Title: 
Video Streaming – A New Town Hall

Word Count:
509

Summary:
It was a night in July 2007 when a new town hall was discovered. Men and women from around the United States participated in a debate of sorts between 2008 Presidential hopefuls on the Democratic ticket.

What made this event unique is not that the candidates took their message on the road, but that the candidates received questions via video streaming site YouTube. Multiplied thousands of Internet users tuned in for a town hall meeting that was available on a global basis....


Keywords:
marketing,internet marketing,site promotion,email marketing,webinar,video streaming


Article Body:
It was a night in July 2007 when a new town hall was discovered. Men and women from around the United States participated in a debate of sorts between 2008 Presidential hopefuls on the Democratic ticket.

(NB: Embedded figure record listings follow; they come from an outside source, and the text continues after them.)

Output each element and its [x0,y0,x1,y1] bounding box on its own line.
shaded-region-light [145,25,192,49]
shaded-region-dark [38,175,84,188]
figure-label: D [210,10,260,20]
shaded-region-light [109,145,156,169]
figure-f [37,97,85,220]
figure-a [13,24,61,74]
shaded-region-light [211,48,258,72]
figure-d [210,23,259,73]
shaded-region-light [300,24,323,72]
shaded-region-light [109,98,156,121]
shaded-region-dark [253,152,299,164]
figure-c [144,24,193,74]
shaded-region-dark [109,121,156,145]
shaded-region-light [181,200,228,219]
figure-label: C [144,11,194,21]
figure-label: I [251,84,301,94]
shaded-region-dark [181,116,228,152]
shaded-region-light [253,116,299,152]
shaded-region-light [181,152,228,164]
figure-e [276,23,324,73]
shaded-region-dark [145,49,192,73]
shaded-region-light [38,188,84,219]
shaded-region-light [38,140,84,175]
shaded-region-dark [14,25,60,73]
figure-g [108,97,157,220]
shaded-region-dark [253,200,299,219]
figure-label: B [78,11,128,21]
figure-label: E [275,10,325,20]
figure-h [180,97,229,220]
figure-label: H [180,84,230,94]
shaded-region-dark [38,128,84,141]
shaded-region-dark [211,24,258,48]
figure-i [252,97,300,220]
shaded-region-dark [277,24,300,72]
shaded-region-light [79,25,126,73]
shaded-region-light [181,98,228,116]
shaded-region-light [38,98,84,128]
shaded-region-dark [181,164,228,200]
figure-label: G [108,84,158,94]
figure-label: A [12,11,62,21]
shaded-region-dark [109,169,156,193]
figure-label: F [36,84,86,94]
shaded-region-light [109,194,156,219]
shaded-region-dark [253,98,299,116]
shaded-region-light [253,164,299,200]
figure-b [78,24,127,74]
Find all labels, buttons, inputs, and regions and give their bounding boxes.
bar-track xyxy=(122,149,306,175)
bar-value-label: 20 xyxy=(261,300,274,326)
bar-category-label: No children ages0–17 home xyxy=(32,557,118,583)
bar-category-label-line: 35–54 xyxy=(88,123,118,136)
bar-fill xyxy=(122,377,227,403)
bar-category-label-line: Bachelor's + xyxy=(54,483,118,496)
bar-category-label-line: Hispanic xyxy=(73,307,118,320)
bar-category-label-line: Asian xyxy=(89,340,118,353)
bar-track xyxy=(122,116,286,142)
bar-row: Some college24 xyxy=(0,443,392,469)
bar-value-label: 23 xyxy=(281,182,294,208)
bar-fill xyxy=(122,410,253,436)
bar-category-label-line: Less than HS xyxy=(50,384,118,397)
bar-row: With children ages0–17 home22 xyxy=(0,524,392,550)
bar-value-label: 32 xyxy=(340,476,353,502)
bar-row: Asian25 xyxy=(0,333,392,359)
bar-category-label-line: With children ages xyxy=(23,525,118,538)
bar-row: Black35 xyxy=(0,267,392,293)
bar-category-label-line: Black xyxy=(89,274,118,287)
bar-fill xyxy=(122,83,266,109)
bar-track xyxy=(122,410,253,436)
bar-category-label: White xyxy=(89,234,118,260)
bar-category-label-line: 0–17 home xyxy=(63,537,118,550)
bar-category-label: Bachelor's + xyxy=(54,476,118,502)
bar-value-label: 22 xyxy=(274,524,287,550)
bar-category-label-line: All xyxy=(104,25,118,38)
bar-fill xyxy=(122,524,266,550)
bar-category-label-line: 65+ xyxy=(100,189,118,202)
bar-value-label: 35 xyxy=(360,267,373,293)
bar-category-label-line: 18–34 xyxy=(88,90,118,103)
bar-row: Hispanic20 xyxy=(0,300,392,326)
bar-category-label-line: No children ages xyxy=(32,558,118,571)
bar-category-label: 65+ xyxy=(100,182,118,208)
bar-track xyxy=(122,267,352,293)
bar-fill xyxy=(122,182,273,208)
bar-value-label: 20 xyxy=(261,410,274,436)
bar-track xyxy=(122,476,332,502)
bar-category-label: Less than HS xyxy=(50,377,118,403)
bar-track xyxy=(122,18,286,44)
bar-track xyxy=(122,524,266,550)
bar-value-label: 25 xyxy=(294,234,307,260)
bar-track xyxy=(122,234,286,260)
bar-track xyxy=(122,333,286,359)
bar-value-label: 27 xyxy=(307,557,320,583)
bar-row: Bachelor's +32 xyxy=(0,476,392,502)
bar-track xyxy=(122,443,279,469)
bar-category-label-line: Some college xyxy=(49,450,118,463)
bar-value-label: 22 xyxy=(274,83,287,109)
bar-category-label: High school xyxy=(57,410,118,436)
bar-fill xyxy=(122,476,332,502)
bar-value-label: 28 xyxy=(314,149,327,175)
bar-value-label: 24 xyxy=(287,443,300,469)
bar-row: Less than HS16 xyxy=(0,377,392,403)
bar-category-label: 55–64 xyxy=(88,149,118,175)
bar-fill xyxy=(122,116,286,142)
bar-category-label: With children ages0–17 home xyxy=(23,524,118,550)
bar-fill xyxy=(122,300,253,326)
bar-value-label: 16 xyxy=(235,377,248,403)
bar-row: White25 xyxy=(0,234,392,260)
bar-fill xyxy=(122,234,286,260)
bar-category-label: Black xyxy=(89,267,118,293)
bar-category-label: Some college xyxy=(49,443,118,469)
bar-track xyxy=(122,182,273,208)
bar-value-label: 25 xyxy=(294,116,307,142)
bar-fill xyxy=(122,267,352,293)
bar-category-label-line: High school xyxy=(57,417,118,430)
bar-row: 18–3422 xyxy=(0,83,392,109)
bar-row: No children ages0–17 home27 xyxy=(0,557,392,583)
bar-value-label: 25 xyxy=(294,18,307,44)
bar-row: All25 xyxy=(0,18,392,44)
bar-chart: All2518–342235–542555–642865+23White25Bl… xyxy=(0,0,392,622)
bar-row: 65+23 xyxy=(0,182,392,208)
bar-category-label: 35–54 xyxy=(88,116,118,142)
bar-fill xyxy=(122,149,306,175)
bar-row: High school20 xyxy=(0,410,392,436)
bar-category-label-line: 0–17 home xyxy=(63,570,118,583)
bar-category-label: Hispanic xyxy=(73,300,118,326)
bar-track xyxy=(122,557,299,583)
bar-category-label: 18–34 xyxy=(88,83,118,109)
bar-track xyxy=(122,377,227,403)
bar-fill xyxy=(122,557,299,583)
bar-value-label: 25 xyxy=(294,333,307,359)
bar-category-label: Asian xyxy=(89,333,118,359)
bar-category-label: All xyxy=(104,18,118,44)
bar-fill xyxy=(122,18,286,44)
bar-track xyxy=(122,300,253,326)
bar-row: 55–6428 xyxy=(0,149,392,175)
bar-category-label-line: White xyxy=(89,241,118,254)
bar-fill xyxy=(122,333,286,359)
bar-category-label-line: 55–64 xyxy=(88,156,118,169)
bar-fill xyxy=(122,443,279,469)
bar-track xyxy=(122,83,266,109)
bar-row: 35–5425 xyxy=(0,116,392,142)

What made this event unique is not that the candidates took their message on the road, but that the candidates received questions via video streaming site YouTube. Multiplied thousands of Internet users tuned in for a town hall meeting that was available on a global basis. Viewers even used YouTube to pose their own questions to competing candidates.

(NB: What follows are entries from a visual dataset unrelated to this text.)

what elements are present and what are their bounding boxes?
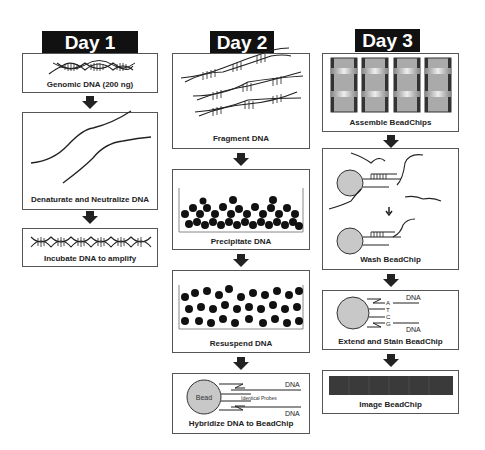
step-caption: Assemble BeadChips bbox=[323, 118, 458, 127]
step-fragment: Fragment DNA bbox=[172, 53, 310, 149]
dna-top-label: DNA bbox=[406, 294, 421, 301]
resuspend-icon bbox=[173, 271, 311, 337]
step-caption: Precipitate DNA bbox=[173, 237, 309, 246]
dna-helix-long-icon bbox=[23, 229, 159, 257]
arrow-down-icon bbox=[233, 357, 249, 370]
fragmented-dna-icon bbox=[173, 54, 311, 134]
dna-bottom-label: DNA bbox=[285, 410, 300, 417]
arrow-down-icon bbox=[82, 96, 98, 109]
dna-bottom-label: DNA bbox=[406, 326, 421, 333]
single-strand-dna-icon bbox=[23, 113, 159, 193]
image-chip-icon bbox=[323, 371, 460, 401]
step-precipitate: Precipitate DNA bbox=[172, 169, 310, 250]
base-g: G bbox=[386, 321, 391, 327]
step-caption: Incubate DNA to amplify bbox=[23, 254, 157, 263]
beadchip-assembly-icon bbox=[323, 54, 460, 116]
bead-label: Bead bbox=[196, 394, 212, 401]
step-hybridize: Bead DNA Identical Probes DNA Hybridize … bbox=[172, 373, 310, 434]
dna-top-label: DNA bbox=[285, 381, 300, 388]
step-assemble: Assemble BeadChips bbox=[322, 53, 459, 132]
step-extend-stain: A T C G DNA DNA Extend and Stain BeadChi… bbox=[322, 290, 459, 350]
step-image: Image BeadChip bbox=[322, 370, 459, 414]
step-caption: Hybridize DNA to BeadChip bbox=[173, 419, 309, 428]
base-c: C bbox=[386, 314, 391, 320]
arrow-down-icon bbox=[82, 211, 98, 224]
precipitate-icon bbox=[173, 170, 311, 234]
base-t: T bbox=[386, 307, 390, 313]
bead-hybridize-icon: Bead DNA Identical Probes DNA bbox=[173, 374, 311, 418]
extend-stain-icon: A T C G DNA DNA bbox=[323, 291, 460, 335]
step-caption: Fragment DNA bbox=[173, 134, 309, 143]
step-caption: Image BeadChip bbox=[323, 400, 458, 409]
step-caption: Denaturate and Neutralize DNA bbox=[23, 195, 157, 204]
arrow-down-icon bbox=[383, 274, 399, 287]
step-caption: Extend and Stain BeadChip bbox=[323, 337, 458, 346]
wash-bead-icon bbox=[323, 149, 460, 254]
step-resuspend: Resuspend DNA bbox=[172, 270, 310, 353]
identical-probes-label: Identical Probes bbox=[241, 395, 277, 401]
arrow-down-icon bbox=[233, 254, 249, 267]
arrow-down-icon bbox=[233, 153, 249, 166]
arrow-down-icon bbox=[383, 135, 399, 148]
step-wash: Wash BeadChip bbox=[322, 148, 459, 270]
day1-header: Day 1 bbox=[42, 31, 138, 54]
step-denaturate: Denaturate and Neutralize DNA bbox=[22, 112, 158, 210]
base-a: A bbox=[386, 300, 390, 306]
step-caption: Genomic DNA (200 ng) bbox=[23, 80, 157, 89]
step-caption: Resuspend DNA bbox=[173, 339, 309, 348]
step-genomic-dna: Genomic DNA (200 ng) bbox=[22, 53, 158, 93]
day3-header: Day 3 bbox=[355, 29, 420, 52]
arrow-down-icon bbox=[383, 354, 399, 367]
step-incubate: Incubate DNA to amplify bbox=[22, 228, 158, 267]
step-caption: Wash BeadChip bbox=[323, 255, 458, 264]
day2-header: Day 2 bbox=[210, 31, 274, 54]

While this forum made for some rather interesting video questions, the implications of the use of video streams are phenomenal. For the first time citizens from across the United States were invited to be a part of something that simply required the ability to stream video on the web, and the audience responded.

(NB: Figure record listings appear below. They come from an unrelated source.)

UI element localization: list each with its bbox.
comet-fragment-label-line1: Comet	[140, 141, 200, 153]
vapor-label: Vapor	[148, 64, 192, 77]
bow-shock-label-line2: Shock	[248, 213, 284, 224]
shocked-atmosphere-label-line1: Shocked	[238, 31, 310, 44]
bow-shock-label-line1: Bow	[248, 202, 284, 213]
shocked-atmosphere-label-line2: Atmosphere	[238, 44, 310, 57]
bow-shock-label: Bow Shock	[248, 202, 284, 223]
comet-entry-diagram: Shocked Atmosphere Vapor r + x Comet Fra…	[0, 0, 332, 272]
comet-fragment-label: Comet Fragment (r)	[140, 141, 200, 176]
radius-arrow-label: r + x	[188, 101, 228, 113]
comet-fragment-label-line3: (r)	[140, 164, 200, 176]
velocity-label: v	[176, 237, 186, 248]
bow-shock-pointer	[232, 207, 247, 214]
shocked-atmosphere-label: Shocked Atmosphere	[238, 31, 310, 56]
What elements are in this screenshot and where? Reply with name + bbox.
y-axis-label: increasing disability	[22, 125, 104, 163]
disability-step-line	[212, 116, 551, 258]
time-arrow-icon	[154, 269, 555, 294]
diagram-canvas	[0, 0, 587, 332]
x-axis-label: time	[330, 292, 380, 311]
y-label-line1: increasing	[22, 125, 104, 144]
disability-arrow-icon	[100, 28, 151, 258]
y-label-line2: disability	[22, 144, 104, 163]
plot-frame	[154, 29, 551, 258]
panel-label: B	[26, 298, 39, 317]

The CNN debate was sponsored by the video streaming giant YouTube. This approach to debate may have had some people thinking it was a cross between politics and a reality TV show and some would argue that’s what it ultimately became.

However, this debate also helped foster the notion that anyone’s voice can be heard from any point on the globe. The debate format was sometimes eccentric, sometimes anticlimactic, but interesting nonetheless and memorable for the milestone it passed in forging a new way to connect with the public.

This is not an article about politics. It is, however, a beacon pointing out another merit of video streaming.

Children’s television channels have been working to integrate video streaming into televised children’s games. The effects of this new paradigm are not lost on children who gravitate to the technology and appreciate the potential for their own brush with fame.

The presidential debates using video streams for questions should allow all who are involved in Internet-based business to consider video streaming in present and long-term marketing goals.

Many video streams on download locations like YouTube have in excess of a million downloads. Some statistics indicate many people are spending more time with their computers than they are television and other forms of media.

Television and movie companies are catering to the need with hi-resolution trailers and television show downloads – all using video streaming technology and all from the comfort and privacy of on demand personal computing.

If people are spending so much time online doesn’t it make sense to find a way to bring your business to a group of consumers who are already immersed in all things pop culture?

Pushing forward with video streaming as a marketing tool is not only cost effective, but can be used as either an entertaining infomercial or something as simple as a guided tour through your primary site. In either case, site visitors may be inclined to ride the video stream than to click endlessly through a new site in the hopes of finding something worthwhile.

Video streaming can help you discover new ways to reach customers – and there’s no debate about that.